NIST maintains multiple ionization chambers to support heavily subscribed user demand for measurement assurance programs and calibrations and for ongoing research and development. The ionization chamber “A” maintains historic calibration factors for more than 70 radionuclides making it valuable both for delivering measurement services and for validating consistency of NIST standards over time. Meanwhile, ionization chamber “B”, also known as AutoIC, is a newer system with a robotic sample changer that can measure 100 samples in a programmable queue. The AutoIC is especially valuable for repeat measurements on batches of samples, reducing radiation exposure to personnel, and enabling advanced experimental design for half-life measurements and other studies.

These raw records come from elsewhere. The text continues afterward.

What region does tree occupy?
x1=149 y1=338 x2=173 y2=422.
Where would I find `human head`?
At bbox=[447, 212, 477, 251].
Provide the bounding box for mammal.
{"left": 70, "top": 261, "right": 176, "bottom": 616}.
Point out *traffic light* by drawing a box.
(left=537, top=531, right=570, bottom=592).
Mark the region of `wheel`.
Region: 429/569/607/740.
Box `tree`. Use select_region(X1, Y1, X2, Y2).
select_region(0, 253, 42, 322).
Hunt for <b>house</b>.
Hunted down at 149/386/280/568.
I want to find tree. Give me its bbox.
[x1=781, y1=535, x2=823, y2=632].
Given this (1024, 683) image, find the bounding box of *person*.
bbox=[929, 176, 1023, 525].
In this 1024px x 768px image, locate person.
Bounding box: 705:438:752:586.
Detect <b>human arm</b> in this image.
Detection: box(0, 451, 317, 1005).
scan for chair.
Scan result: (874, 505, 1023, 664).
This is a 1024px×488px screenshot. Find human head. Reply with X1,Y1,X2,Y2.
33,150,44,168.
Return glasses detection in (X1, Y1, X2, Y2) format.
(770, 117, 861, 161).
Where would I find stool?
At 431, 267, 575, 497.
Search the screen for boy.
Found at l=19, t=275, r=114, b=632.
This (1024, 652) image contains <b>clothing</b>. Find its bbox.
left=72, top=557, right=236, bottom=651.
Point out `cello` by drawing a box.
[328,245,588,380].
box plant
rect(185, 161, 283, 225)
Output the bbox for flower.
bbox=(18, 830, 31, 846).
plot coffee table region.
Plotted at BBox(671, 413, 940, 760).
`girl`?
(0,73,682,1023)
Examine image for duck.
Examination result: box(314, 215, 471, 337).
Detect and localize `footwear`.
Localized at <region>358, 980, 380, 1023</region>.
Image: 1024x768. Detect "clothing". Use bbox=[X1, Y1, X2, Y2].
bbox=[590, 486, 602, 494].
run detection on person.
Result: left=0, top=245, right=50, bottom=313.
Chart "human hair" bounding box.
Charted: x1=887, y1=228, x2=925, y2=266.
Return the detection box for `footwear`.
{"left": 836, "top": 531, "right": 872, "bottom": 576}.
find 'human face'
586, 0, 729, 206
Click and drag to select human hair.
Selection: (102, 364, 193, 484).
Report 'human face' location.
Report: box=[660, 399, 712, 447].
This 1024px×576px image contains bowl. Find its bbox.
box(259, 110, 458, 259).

NIST has developed radiation transport and interaction models of our ionization chambers to predict the response of the instruments to radionuclides based on their nuclear and atomic properties. These models are valuable for correcting response for radioactive impurities for which there are no standards, and for studying effects such as density and geometry on the response and understanding the physics processes, such as bremsstrahlung and pair production, that affect measurements.
In collaboration with NIST electrical metrology colleagues, we are developing a method to link ionization chamber radioactivity calibrations to SI-traceable currents, leading to reduced dependence on long-lived radioactive reference sources and improved measurements.
NIST also maintains a suite of off-the-shelf ionization chambers that are widely relied upon by radiopharmacies and clinics. We make unique contributions to the field by combining novel radiochemical source preparation methods with NIST primary standardization capabilities to study the best ways to translate accurate measurements into the field while avoiding biases.